Saints Rest by Luke Francis Beirne

The term “Grit Lit” had its twentieth birthday three years ago. And like “Neo Noir,” a literary cousin a few decades older, the term is a bit of a catch-all applied to moodily stylized representations where shadow eclipses light and violence is a given. Ethics? Situational. Justice? Notional. Conversation? Clipped, accusatory, threatening, disgruntled, transactional, and half-truthful at best. The streets are mean and buildings ramshackle; needless to say, human relations quickly turn predatory, broken, abusive, fractious, mercenary, and volatile. 

For his first two novels New Brunswick writer Luke Francis Beirne looked back—to postwar London (Foxhunt) and Ireland in the ‘70s (Blacklion). While his latest, a notably slim novella, could be mistaken for a volume of poems, there’s no mistaking its contemporary grittiness. Set in Saint John, where sunshine is rare and darkness is “distant but ever-present” as it looms “over the uneven rise of flattop roofs,” Saints Rest showcases Beirne’s ease with the textures of misery. 

As the small city surrounded by “a never-ending sheet of grey” awakens, narrator Frank Cain is meeting at the Cormier Agency with his PI cohort Randy. They’re going over a current fraud case. In walks Malory Fleet, a “worn, beaten” woman wearing a stained and torn coat. Two years earlier, Fleet’s ne’er-do-well son (a reputed “scumbag”) was shot to death. His young wife disappeared shortly after that. 

A missing person’s case? Cain’s intrigued. 

Trained as a cop and recently hired as security in a remote camp, in Saint John former New Glasgonian, Cain has worked insurance claims halfheartedly. But he met a woman, Madison, who convinced him to stay. 

Set in Saint John, where sunshine is rare and darkness is “distant but ever-present” as it looms “over the uneven rise of flattop roofs,” Saints Rest showcases Beirne’s ease with the textures of misery. 

“When she left,” Cain deadpans, “habit kept me.” He continues to scrape by. 

Recalling a fight, years back, that meant “nothing good for the guy who went down,” Cain relates a symptom of his exhaustion: “Nothing surprises me anymore. This would be a tough job otherwise.” Shoulder to shoulder with Dave Wakeland, Sam Wiebe’s PI antihero in Sunset and Jericho and The Last Exile, a romantic despite the inequities he witnesses each and every day in Vancouver, Cain appears beaten down and cynical. He’s world-weary, verging on nihilistic. 

As he leaves a bar, he sees a man being loaded into an ambulance. The culprit? “It was this city, this world.” A beat later, he expands his vision: “I’ve since learned that every city is the same. Some just hide it better than others.”

He’s a mess: impulsive, obsessive, a well of unarticulated feelings in a city whose sights—from an apartment that smells like “cigarettes and a litterbox” to a man “lost to a perpetual state of decay—actively reinforce his anguished sense of the world. 

Beirne’s portrait of Saint John is no love letter, obviously. The place is dreary in a wintry way, rundown, and, a well of hopelessness where children live “in squalor: mold, mice, methamphetamine.”

Naturally, the missing persons case deepens a despair with roots in a rough childhood, where Cain remembers, “There might be sirens. There might be blood.”

Worse, perhaps, his experiences—in particular, those that involve his ex and a cop—further deform his response to a corrupt, unjust world. His punitive bouts of self-analysis don’t help either.

As the novella, which is short enough to read as a short story, races to its resolution, Beirne leaves his troubled soul of a narrator feeling “an inexplicable sense of calm.” The nirvana he’s reached will definitely not be the one readers will expect, even though the author drops clues all along the way. 

Luke Francis Beirne was born in Donegal, Ireland, and lives on the Wolastoqey land of Saint John, New Brunswick. His first novel, Foxhunt (Baraka Books, 2022), was a finalist for the 2022 Foreword INDIES award and selected as one of The Miramichi Reader’s Very Best novels of 2022. His second novel, Blacklion (Baraka Books, 2023), was selected by CBC as one of the novels to read in 2023 and shortlisted by the Writer’s Federation of New Brunswick for the 2023 Best Novel Award. His stories, essays, and reviews have appeared in CounterpunchNB Media Co-op, Hamilton Arts & Letters, and CrimeReads. Beirne’s work has been stylistically compared to Ernest Hemingway, Graham Greene, Frederick Forsyth, and John le CarreSaints Rest is his third novel.

Publisher: Baraka Books (April 22, 2025)
Paperback: 8″ H x 5″ W x 1″ L | 180 pp
ISBN: 9781771863797

Brett Josef Grubisic resides on Salt Spring Island, BC, where he's currently at war with his sixth novel. Previous novels include The Age of Cities and My Two-Faced Luck.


The data below must be returned in full and exactly.
-- DATASET RECORDS follows --
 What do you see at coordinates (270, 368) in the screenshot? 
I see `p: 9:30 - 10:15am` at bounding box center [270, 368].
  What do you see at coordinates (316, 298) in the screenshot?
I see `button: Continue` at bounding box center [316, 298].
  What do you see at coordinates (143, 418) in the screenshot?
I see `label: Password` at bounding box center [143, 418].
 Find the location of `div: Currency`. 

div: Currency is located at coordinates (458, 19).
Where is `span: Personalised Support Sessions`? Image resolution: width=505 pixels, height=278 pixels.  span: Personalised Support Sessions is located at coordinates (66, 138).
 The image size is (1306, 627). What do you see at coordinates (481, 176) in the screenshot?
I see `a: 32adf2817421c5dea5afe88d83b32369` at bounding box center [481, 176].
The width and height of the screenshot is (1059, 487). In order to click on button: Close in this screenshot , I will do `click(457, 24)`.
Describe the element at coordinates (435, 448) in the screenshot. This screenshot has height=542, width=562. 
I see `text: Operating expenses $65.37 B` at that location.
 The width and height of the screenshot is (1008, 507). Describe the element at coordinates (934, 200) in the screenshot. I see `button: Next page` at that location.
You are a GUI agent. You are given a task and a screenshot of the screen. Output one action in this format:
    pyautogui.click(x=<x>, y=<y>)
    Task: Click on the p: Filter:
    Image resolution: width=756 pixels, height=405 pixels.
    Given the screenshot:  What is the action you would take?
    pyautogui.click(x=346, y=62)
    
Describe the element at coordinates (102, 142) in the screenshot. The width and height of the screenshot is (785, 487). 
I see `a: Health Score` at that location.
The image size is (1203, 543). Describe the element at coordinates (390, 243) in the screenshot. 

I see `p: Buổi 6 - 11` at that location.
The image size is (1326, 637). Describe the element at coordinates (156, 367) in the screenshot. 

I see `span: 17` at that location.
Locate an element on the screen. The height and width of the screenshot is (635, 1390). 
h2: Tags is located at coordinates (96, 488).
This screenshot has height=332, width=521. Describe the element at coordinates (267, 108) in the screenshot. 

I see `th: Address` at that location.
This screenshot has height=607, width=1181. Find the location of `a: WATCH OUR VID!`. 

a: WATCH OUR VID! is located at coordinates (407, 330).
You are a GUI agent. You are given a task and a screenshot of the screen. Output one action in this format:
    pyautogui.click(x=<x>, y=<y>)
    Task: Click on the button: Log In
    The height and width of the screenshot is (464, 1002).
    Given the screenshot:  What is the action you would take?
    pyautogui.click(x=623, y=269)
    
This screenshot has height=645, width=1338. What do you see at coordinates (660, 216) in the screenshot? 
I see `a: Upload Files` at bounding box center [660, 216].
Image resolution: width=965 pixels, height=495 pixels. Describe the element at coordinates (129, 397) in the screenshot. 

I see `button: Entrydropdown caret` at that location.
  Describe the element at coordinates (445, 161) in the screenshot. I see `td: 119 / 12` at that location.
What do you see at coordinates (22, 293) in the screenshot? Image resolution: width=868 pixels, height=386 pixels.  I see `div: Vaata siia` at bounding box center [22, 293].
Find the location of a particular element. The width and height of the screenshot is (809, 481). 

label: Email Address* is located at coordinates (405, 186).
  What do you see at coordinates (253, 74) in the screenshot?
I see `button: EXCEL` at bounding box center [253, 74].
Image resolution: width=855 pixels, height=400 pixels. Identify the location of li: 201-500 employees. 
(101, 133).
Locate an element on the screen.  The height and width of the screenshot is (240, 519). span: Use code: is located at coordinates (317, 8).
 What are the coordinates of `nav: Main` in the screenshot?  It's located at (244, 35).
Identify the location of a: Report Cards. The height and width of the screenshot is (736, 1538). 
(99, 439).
-- DATASET RECORDS concluded --
[TASK SOLUTION]
 What do you see at coordinates (270, 368) in the screenshot? 
I see `p: 9:30 - 10:15am` at bounding box center [270, 368].
  What do you see at coordinates (316, 298) in the screenshot?
I see `button: Continue` at bounding box center [316, 298].
  What do you see at coordinates (143, 418) in the screenshot?
I see `label: Password` at bounding box center [143, 418].
 Find the location of `div: Currency`. 

div: Currency is located at coordinates (458, 19).
Where is `span: Personalised Support Sessions`? Image resolution: width=505 pixels, height=278 pixels.  span: Personalised Support Sessions is located at coordinates (66, 138).
 The image size is (1306, 627). What do you see at coordinates (481, 176) in the screenshot?
I see `a: 32adf2817421c5dea5afe88d83b32369` at bounding box center [481, 176].
The width and height of the screenshot is (1059, 487). In order to click on button: Close in this screenshot , I will do `click(457, 24)`.
Describe the element at coordinates (435, 448) in the screenshot. This screenshot has height=542, width=562. 
I see `text: Operating expenses $65.37 B` at that location.
 The width and height of the screenshot is (1008, 507). Describe the element at coordinates (934, 200) in the screenshot. I see `button: Next page` at that location.
You are a GUI agent. You are given a task and a screenshot of the screen. Output one action in this format:
    pyautogui.click(x=<x>, y=<y>)
    Task: Click on the p: Filter:
    Image resolution: width=756 pixels, height=405 pixels.
    Given the screenshot:  What is the action you would take?
    pyautogui.click(x=346, y=62)
    
Describe the element at coordinates (102, 142) in the screenshot. The width and height of the screenshot is (785, 487). 
I see `a: Health Score` at that location.
The image size is (1203, 543). Describe the element at coordinates (390, 243) in the screenshot. 

I see `p: Buổi 6 - 11` at that location.
The image size is (1326, 637). Describe the element at coordinates (156, 367) in the screenshot. 

I see `span: 17` at that location.
Locate an element on the screen. The height and width of the screenshot is (635, 1390). 
h2: Tags is located at coordinates (96, 488).
This screenshot has height=332, width=521. Describe the element at coordinates (267, 108) in the screenshot. 

I see `th: Address` at that location.
This screenshot has height=607, width=1181. Find the location of `a: WATCH OUR VID!`. 

a: WATCH OUR VID! is located at coordinates (407, 330).
You are a GUI agent. You are given a task and a screenshot of the screen. Output one action in this format:
    pyautogui.click(x=<x>, y=<y>)
    Task: Click on the button: Log In
    The height and width of the screenshot is (464, 1002).
    Given the screenshot:  What is the action you would take?
    pyautogui.click(x=623, y=269)
    
This screenshot has height=645, width=1338. What do you see at coordinates (660, 216) in the screenshot? 
I see `a: Upload Files` at bounding box center [660, 216].
Image resolution: width=965 pixels, height=495 pixels. Describe the element at coordinates (129, 397) in the screenshot. 

I see `button: Entrydropdown caret` at that location.
  Describe the element at coordinates (445, 161) in the screenshot. I see `td: 119 / 12` at that location.
What do you see at coordinates (22, 293) in the screenshot? Image resolution: width=868 pixels, height=386 pixels.  I see `div: Vaata siia` at bounding box center [22, 293].
Find the location of a particular element. The width and height of the screenshot is (809, 481). 

label: Email Address* is located at coordinates (405, 186).
  What do you see at coordinates (253, 74) in the screenshot?
I see `button: EXCEL` at bounding box center [253, 74].
Image resolution: width=855 pixels, height=400 pixels. Identify the location of li: 201-500 employees. 
(101, 133).
Locate an element on the screen.  The height and width of the screenshot is (240, 519). span: Use code: is located at coordinates (317, 8).
 What are the coordinates of `nav: Main` in the screenshot?  It's located at (244, 35).
Identify the location of a: Report Cards. The height and width of the screenshot is (736, 1538). 
(99, 439).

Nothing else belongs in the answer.